North-Central Section - 37th Annual Meeting (March 24–25, 2003)

Paper No. 3
Presentation Time: 8:30 AM

"DISASTER OOLITES" IN THE PERMIAN-TRIASSIC BOUNDARY INTERVAL, TAURIDE MOUNTAINS (TURKEY)


GROVES, J.R.1, ALTINER, D.2, BOYCE, M.1 and CRAIG, B.J.1, (1)Department of Earth Science, Univ of Northern Iowa, Cedar Falls, IA 50614-0335, (2)Department of Geological Engineering, Middle East Technical Univ, Ankara, Turkey, john.groves@uni.edu

The Permian-Triassic boundary in the Aladag and Antalya nappes (Tauride Mountains, Turkey) occurs immediately above a thin (~60 cm) oolite. In both areas the oolite is overlain by 16-18 m of stromatolites, which in turn are succeeded by another 9-29 m of mostly oolite. Whereas the basal Triassic stromatolites and oolites are nearly devoid of bioclasts, Upper Permian carbonates beneath the boundary oolite are wackestones and packstones with diverse invertebrates, dasycladacean and gymnocodiacean algae, and smaller foraminifers.

Basal Triassic stromatolites and other microbialites occur at many localities ranging from Mexico and Nevada through the Paleotethys region to South China. They have been interpreted as "disaster forms" that accumulated in the aftermath of the end-Permian mass extinction. According to this interpretation, stromatolites developed in shallow shelf and platform settings in the absence of grazing pressure and(or) competition from marine invertebrates.

The intimate facies association of oolites and stromatolites in widely separated Turkish sections leads us to speculate that deposition of oolites may also have been a response to the end-Permian mass extinction. We suggest that "disaster ooids" precipitated from marine water, which, in the near absence of shelly invertebrates, had become oversaturated with respect to calcium carbonate. By analogy, so-called "default" precitation of ooids has been documented in the western interior of the modern Caicos Platform, where nutrient-poor water limits the abundance of skeletonized organisms.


**Work item**
In the entries below, how many lines include "online"? Reply with the number and nothing more.

[App and web page records]
● ● ● ● ●

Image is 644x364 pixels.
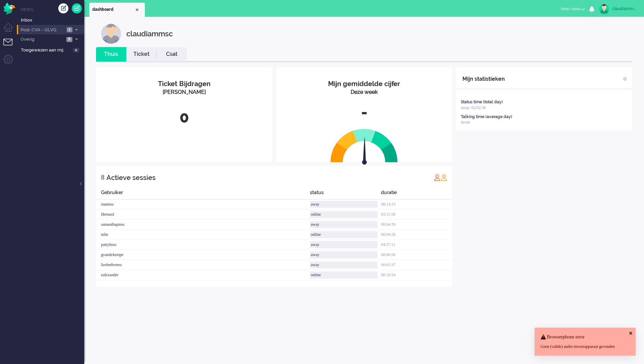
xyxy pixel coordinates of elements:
li: Admin menu [4,55,19,70]
span: away: 02:02:38 [461,105,486,110]
a: claudiammsc [598,4,637,14]
div: online [310,211,378,218]
span: 00:00 [461,120,470,125]
a: Quick Ticket [72,4,82,13]
div: 00:10:54 [381,270,452,281]
div: 00:14:15 [381,200,452,209]
div: Actieve sessies [107,171,155,185]
img: flow_omnibird.svg [4,3,15,15]
li: Views [20,7,84,12]
li: Csat [157,47,187,62]
div: away [310,221,378,228]
span: Toegewezen aan mij [21,47,71,53]
div: claudiammsc [612,5,637,12]
button: Select status [557,4,589,14]
div: hbenard [96,209,310,220]
span: dashboard [92,7,134,12]
span: 6 [66,37,72,42]
img: customer.svg [101,23,121,44]
span: Overig [19,36,65,42]
div: Close tab [134,7,140,12]
div: mlie [96,230,310,240]
div: Geen (valide) audio-invoerapparaat gevonden [541,344,630,350]
li: Dashboard menu [4,23,19,38]
a: Inbox [19,16,84,23]
div: away [310,241,378,248]
div: Mijn statistieken [463,72,505,86]
div: online [310,231,378,239]
li: Tickets menu [4,39,19,54]
div: Mijn gemiddelde cijfer [281,79,448,89]
div: 0 [101,106,268,129]
div: 8 [101,171,104,184]
li: Dashboard [89,3,145,17]
div: away [310,262,378,269]
div: duratie [381,189,452,200]
div: 00:06:56 [381,250,452,260]
div: 00:04:39 [381,220,452,230]
span: Inbox [21,17,84,23]
div: Ticket Bijdragen [101,79,268,89]
div: status [310,189,382,200]
div: samanthapmsc [96,220,310,230]
a: Csat [157,50,187,58]
div: stanmsc [96,200,310,209]
li: Ticket [126,47,157,62]
span: Post-CVA - OLVG [19,27,65,34]
div: liesbethvmsc [96,260,310,270]
div: Gebruiker [96,189,310,200]
div: Status time (total day) [461,99,503,105]
div: - [281,102,448,124]
img: profile_orange.svg [441,174,448,181]
img: arrow.svg [350,137,379,166]
li: Thuis [96,47,126,62]
li: Select status [557,2,589,17]
span: Select status [561,6,581,11]
div: pattylmsc [96,240,310,250]
a: Thuis [96,50,126,58]
span: 1 [67,27,72,32]
a: Toegewezen aan mij 0 [19,46,84,53]
div: away [310,251,378,258]
img: semi_circle.svg [330,129,398,163]
div: 03:31:58 [381,209,452,220]
img: profile_red.svg [434,174,441,181]
h4: Browserphone error [541,334,630,339]
img: avatar [599,4,610,14]
div: online [310,272,378,279]
div: [PERSON_NAME] [101,88,268,96]
div: 04:37:11 [381,240,452,250]
div: 00:09:28 [381,230,452,240]
div: 00:05:37 [381,260,452,270]
div: away [310,201,378,208]
div: gvandekempe [96,250,310,260]
div: ealexander [96,270,310,281]
div: Talking time (average day) [461,114,512,120]
div: Creëer ticket [58,4,69,13]
div: claudiammsc [126,23,173,44]
span: 0 [73,48,79,53]
div: Deze week [281,88,448,96]
a: Ticket [126,50,157,58]
a: Omnidesk [4,4,15,10]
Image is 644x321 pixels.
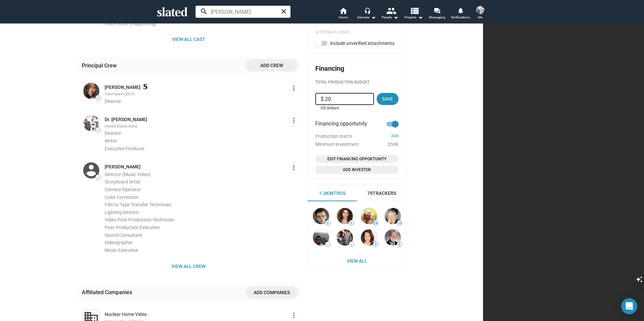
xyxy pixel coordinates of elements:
mat-icon: people [386,6,396,15]
mat-icon: more_vert [290,116,298,124]
div: Alternate Views [315,30,398,35]
mat-icon: home [339,7,347,15]
img: Dr. Jerry Brown [476,6,484,14]
span: — [96,175,100,179]
mat-icon: more_vert [290,311,298,319]
button: Save [377,93,398,105]
span: Financing opportunity [315,120,367,128]
span: Film to Tape Transfer Technician [105,202,172,207]
div: 79 Trackers [367,190,396,197]
img: Amy Clare Beales [385,208,401,224]
span: Executive Producer [105,146,144,151]
img: Benjamin Stockham [313,208,329,224]
span: Messaging [429,13,446,22]
mat-icon: arrow_drop_down [416,13,424,22]
button: View all crew [77,260,301,272]
input: Search people and projects [195,6,290,18]
mat-icon: headset_mic [364,8,370,13]
a: Dr. [PERSON_NAME] [105,116,147,123]
mat-icon: view_list [410,6,419,15]
mat-icon: more_vert [290,163,298,172]
button: Projects [402,7,425,22]
span: Add Investor [318,167,396,173]
span: Add companies [251,287,292,299]
span: Music Executive [105,248,138,253]
mat-icon: forum [433,8,440,14]
button: People [378,7,402,22]
a: [PERSON_NAME] [105,84,140,91]
span: Director (Music Video) [105,172,151,177]
span: (Supporting) [130,21,156,26]
img: Amy Belling [361,208,377,224]
mat-hint: US dollars [320,106,339,111]
div: Services [357,13,376,22]
mat-icon: notifications [457,7,463,13]
div: Two-Faced (2017) [105,92,286,97]
div: Affiliated Companies [82,288,135,296]
a: View All [309,255,405,267]
span: 9 [373,243,378,246]
span: Voice Actor [105,21,128,26]
div: United States Army [105,124,286,129]
span: Color Correction [105,195,139,200]
span: Storyboard Artist [105,179,140,184]
mat-icon: arrow_drop_down [370,13,377,22]
span: View All [314,255,400,267]
img: Soraya Rouse [83,83,100,99]
button: Open add or edit financing opportunity dialog [315,155,398,163]
span: 28 [373,221,378,225]
span: 9 [326,221,330,225]
img: Alicia Minshew [337,208,353,224]
span: 10 [397,221,402,225]
img: Dr. Jerry Brown [83,115,100,131]
span: — [96,128,100,132]
img: Dev A... [313,229,329,246]
span: Videographer [105,240,133,245]
span: Minimum investment [315,142,359,147]
span: Home [339,13,348,22]
span: Add crew [251,59,292,71]
span: Production starts [315,133,352,139]
a: [PERSON_NAME] [105,163,140,170]
span: 9 [349,221,354,225]
a: Home [331,7,355,22]
button: Add [391,133,398,139]
mat-icon: close [280,8,288,15]
div: $50K [315,142,398,147]
span: Director [105,130,121,136]
span: Lighting Director [105,209,139,215]
span: Save [382,93,393,105]
div: Financing [315,64,344,73]
span: Notifications [451,13,470,22]
button: Dr. Jerry BrownMe [472,4,488,22]
div: Open Intercom Messenger [621,298,637,314]
span: Sound Consultant [105,232,142,238]
button: Open add investor dialog [315,166,398,174]
span: Post-Production Executive [105,225,160,230]
span: View all crew [82,260,295,272]
a: Messaging [425,7,449,22]
img: Anna Carvalho [361,229,377,246]
span: Me [478,13,483,22]
span: Edit Financing Opportunity [318,156,396,162]
span: 1 [96,96,100,100]
div: People [382,13,398,22]
img: Ann I... [337,229,353,246]
div: Total Production budget [315,80,398,85]
div: Principal Crew [82,62,119,69]
span: Include unverified attachments [330,41,394,46]
button: Services [355,7,378,22]
span: 9 [397,243,402,246]
span: Writer [105,138,117,144]
span: Director [105,99,121,104]
button: Add companies [246,287,298,299]
mat-icon: arrow_drop_down [392,13,400,22]
span: Camera Operator [105,187,141,192]
button: View all cast [77,33,301,45]
span: View all cast [82,33,295,45]
a: Notifications [449,7,472,22]
mat-icon: more_vert [290,84,298,93]
span: — [349,243,354,246]
div: 1.3k Intros [319,190,345,197]
span: Projects [405,13,423,22]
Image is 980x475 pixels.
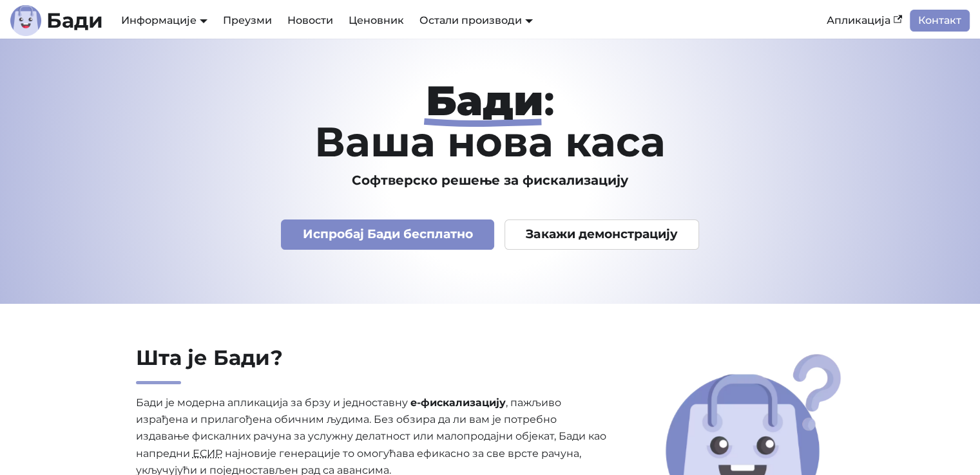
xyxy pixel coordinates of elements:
a: Новости [280,9,341,31]
abbr: Електронски систем за издавање рачуна [192,447,222,460]
img: Лого [10,6,42,36]
a: ЛогоБади [10,6,104,36]
h1: : Ваша нова каса [76,79,905,163]
a: Ценовник [341,9,411,31]
strong: е-фискализацију [410,396,506,409]
a: Остали производи [420,14,533,27]
strong: Бади [426,76,544,126]
a: Контакт [910,9,970,31]
a: Испробај Бади бесплатно [281,220,495,250]
h3: Софтверско решење за фискализацију [76,173,905,189]
h2: Шта је Бади? [136,346,611,384]
a: Апликација [819,9,910,31]
a: Преузми [215,9,280,31]
a: Информације [121,14,207,27]
a: Закажи демонстрацију [505,220,699,250]
b: Бади [46,10,104,30]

● ● ● ● ●

**Answer below**
3